In 1964, Samaria “Cookie” Mitcham Bailey was among the first Black students to desegregate public schools in Macon, Georgia. Sixty years later, her 13-year-old great-granddaughter, Zo’e Johnson, attends a private school that opened as white families fled desegregation. Researchers call schools like these “segregation academies.”

“So what touched you most about Grandma’s story?” asked Alyse Bailey, Zo’e’s great-aunt, as they sat at Cookie’s dining room table this year. Zo’e paused for a moment. “How she took people’s comments and racial things,” she said. “It didn’t stop her from what she wanted to do in life.”

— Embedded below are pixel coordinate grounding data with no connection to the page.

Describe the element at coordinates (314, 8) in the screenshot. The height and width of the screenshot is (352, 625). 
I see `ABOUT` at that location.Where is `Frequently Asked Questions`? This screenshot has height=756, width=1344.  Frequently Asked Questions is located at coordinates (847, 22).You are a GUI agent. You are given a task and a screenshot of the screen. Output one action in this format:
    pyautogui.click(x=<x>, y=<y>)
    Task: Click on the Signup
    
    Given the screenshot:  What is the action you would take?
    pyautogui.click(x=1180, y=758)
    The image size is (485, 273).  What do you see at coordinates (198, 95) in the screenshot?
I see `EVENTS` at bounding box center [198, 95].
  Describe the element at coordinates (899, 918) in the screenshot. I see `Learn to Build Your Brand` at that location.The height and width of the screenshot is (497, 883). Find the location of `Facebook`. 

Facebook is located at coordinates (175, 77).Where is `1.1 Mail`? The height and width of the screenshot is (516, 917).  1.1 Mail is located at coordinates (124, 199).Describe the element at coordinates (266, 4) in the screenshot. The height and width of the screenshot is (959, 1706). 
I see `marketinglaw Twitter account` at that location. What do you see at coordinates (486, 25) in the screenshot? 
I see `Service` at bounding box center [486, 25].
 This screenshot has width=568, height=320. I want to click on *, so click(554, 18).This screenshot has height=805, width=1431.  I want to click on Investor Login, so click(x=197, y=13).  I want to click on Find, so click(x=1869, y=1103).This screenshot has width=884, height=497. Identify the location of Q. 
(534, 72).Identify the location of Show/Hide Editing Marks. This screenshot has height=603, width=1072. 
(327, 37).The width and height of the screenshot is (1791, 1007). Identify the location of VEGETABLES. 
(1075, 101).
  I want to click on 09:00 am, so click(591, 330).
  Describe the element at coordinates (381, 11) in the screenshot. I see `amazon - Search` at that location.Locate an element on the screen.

Cookie still carries hurtful experiences from the year she desegregated a white high school. One instance happened during an English class. “This girl asked me if I had a tail,” Cookie recalled. She turned to the girl and demanded to know if she could see a tail.

“I’m a human being,” Cookie said.

Cookie hoped that her work desegregating schools would lead to more equal educational opportunities for future generations. Yet, when Zo’e began to have problems at her local public middle school, her family searched for options. Almost all were schools that remain largely segregated.

The family chose First Presbyterian Day, a predominantly white school known for its strong academics and Christian worldview. With the help of a state voucher-like tuition grant, Cookie has paid for Zo’e’s seventh grade year at the school. But she’s not sure she can continue to afford it.